Monday, June 9, 2014

The Rise & Fall of Great Powers

The Rise & Fall of Great Powers by Tom Rachman
Random House: 6/10/2014
Hardcover, 400 pages
ISBN-13: 9780679643654
www.tomrachman.com

New York Times bestselling author Tom Rachman returns with a brilliant, intricately woven novel about a young woman who travels the world to make sense of her puzzling past.
 
Tooly Zylberberg, the American owner of an isolated bookshop in the Welsh countryside, conducts a life full of reading, but with few human beings. Books are safer than people, who might ask awkward questions about her life. She prefers never to mention the strange events of her youth, which mystify and worry her still.
 
Taken from home as a girl, Tooly found herself spirited away by a group of seductive outsiders, implicated in capers from Asia to Europe to the United States. But who were her abductors? Why did they take her? What did they really want? There was Humphrey, the curmudgeonly Russian with a passion for reading; there was the charming but tempestuous Sarah, who sowed chaos in her wake; and there was Venn, the charismatic leader whose worldview transformed Tooly forever. Until, quite suddenly, he disappeared.
 
Years later, Tooly believes she will never understand the true story of her own life. Then startling news arrives from a long-lost boyfriend in New York, raising old mysteries and propelling her on a quest around the world in search of answers.
 
Tom Rachman—an author celebrated for humanity, humor, and wonderful characters—has produced a stunning novel that reveals the tale not just of one woman but of the past quarter-century as well, from the end of the Cold War to the dominance of American empire to the digital revolution of today. Leaping between decades, and from Bangkok to Brooklyn, this is a breathtaking novel about long-buried secrets and how we must choose to make our own place in the world. It will confirm Rachman’s reputation as one of the most exciting young writers we have.

My Thoughts:
 

The Rise & Fall of Great Powers by Tom Rachman is a highly recommended novel of suspense that follows Tooly Zylberberg through three decades and around the world. 

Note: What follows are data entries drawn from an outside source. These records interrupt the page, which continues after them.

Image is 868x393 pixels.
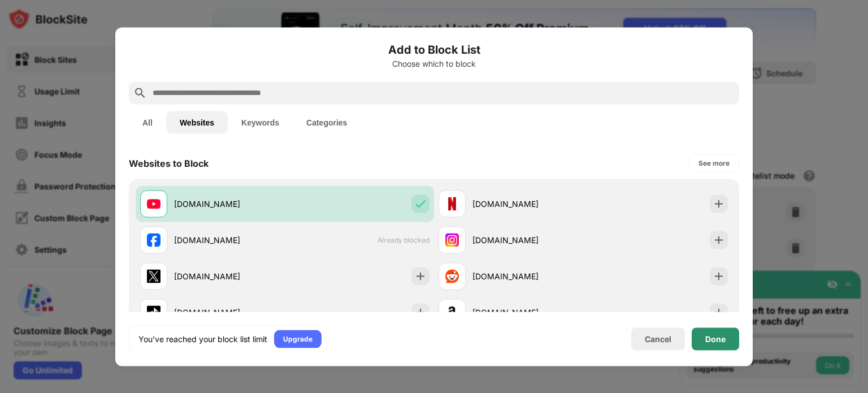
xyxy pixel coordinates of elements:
div: [DOMAIN_NAME] [174,234,285,246]
button: Keywords [227,111,292,133]
div: Choose which to block [129,58,739,68]
img: search.svg [133,86,147,99]
button: Websites [166,111,227,133]
span: Already blocked [377,236,429,244]
div: [DOMAIN_NAME] [174,306,285,318]
img: favicons [445,196,459,210]
div: Cancel [645,334,671,344]
div: [DOMAIN_NAME] [472,198,583,210]
img: favicons [147,305,160,319]
img: favicons [147,269,160,283]
div: [DOMAIN_NAME] [472,270,583,282]
div: [DOMAIN_NAME] [174,270,285,282]
button: Categories [292,111,361,133]
img: favicons [147,233,160,246]
img: favicons [147,196,160,210]
div: [DOMAIN_NAME] [472,306,583,318]
div: Websites to Block [129,157,208,168]
div: Upgrade [283,333,312,344]
h6: Add to Block List [129,41,739,58]
button: All [129,111,166,133]
img: favicons [445,233,459,246]
div: You’ve reached your block list limit [139,333,267,344]
img: favicons [445,269,459,283]
div: See more [698,157,729,168]
div: [DOMAIN_NAME] [174,198,285,210]
img: favicons [445,305,459,319]
div: Done [705,334,725,343]
div: [DOMAIN_NAME] [472,234,583,246]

Opening in 2011, Tooly currently owns a used bookstore in the Welsh town of Caergenog. Tooly may be leading a quiet, hard drinking, book-filled life now, but her past was anything but ordinary. Normally she avoids talking about her childhood, but when an ex-boyfriend contacts her about a dying man he believes is her father, Tooly is given the impetus to examine her life and travel the world, again, in order to decipher what really happened to her in her childhood and maybe help her find some closure.  

In this coming-of-age story, the chapters jump from 1988, to 1999/2000, to 2011, following Tooly's life at ages 9, 20/21, and 32. Tooly's  globe trotting childhood that had her in Sydney, Bangkok, New York, and Wales. As she seeks to clarify the mystery of her childhood, you will need to pay close attention to the year you are in and keep a clear head about what has happened before in that year to follow the cast of characters and how they are influencing Tooly's life. 

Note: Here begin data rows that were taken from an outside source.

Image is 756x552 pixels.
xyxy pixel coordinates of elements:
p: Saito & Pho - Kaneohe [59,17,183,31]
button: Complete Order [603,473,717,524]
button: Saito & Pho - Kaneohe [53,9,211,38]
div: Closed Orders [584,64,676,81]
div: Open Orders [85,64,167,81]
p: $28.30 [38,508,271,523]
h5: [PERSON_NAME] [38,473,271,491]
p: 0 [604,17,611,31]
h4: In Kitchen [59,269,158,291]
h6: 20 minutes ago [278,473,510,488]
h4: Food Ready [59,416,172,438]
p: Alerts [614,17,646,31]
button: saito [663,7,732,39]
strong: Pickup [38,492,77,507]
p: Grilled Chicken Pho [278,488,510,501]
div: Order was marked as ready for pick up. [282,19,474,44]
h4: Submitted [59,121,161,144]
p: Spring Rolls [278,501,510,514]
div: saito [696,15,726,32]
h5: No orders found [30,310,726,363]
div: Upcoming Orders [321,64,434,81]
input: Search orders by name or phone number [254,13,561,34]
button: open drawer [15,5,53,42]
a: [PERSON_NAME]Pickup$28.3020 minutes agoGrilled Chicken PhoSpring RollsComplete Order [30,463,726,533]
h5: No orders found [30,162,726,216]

It becomes clear that Tooly's childhood was less than ideal as she was traveling around Asia. What a child thinks is true can usually be quite different from the truth an adult construes based on the facts. Secrets that a child may not comprehend an adult can often interpret after the fact. Following the three different time periods in Tooly's life and the adults she was with show immediately why Tooly was scarred and who was trying to be nurturing to her, but greater revelations about motives come at the end of the novel. 

This is definitely a book that you need to keep your wits about you when reading to follow along the different time periods and characters. I'm going to have to admit that I never felt totally engrossed in Tooly's story in all the time periods, but still appreciated the structure Rachman chose to use to her story. 

It is a deliciously written book, however, which helps encourage reading and following the storylines. The prose often made up for other little parts I was not enjoying as much. There are some diverse, thought-provoking topics covered in The Rise & Fall of Great Powers, and he also covers the history and advances of the time periods neatly. And it can be sad.

“We’re like a lost tribe, people like us,” he mused. “No traditions, no birthright, to be brutally honest. All of us have an acorn of sadness,” he continued, pressing the magnifying glass to his eye. “You notice our tristesse only in passing, like a door to a small room in a house where outsiders may not enter.” (Location 601)

Disclosure: My Kindle edition was courtesy of
Random House via Netgalley for review purposes.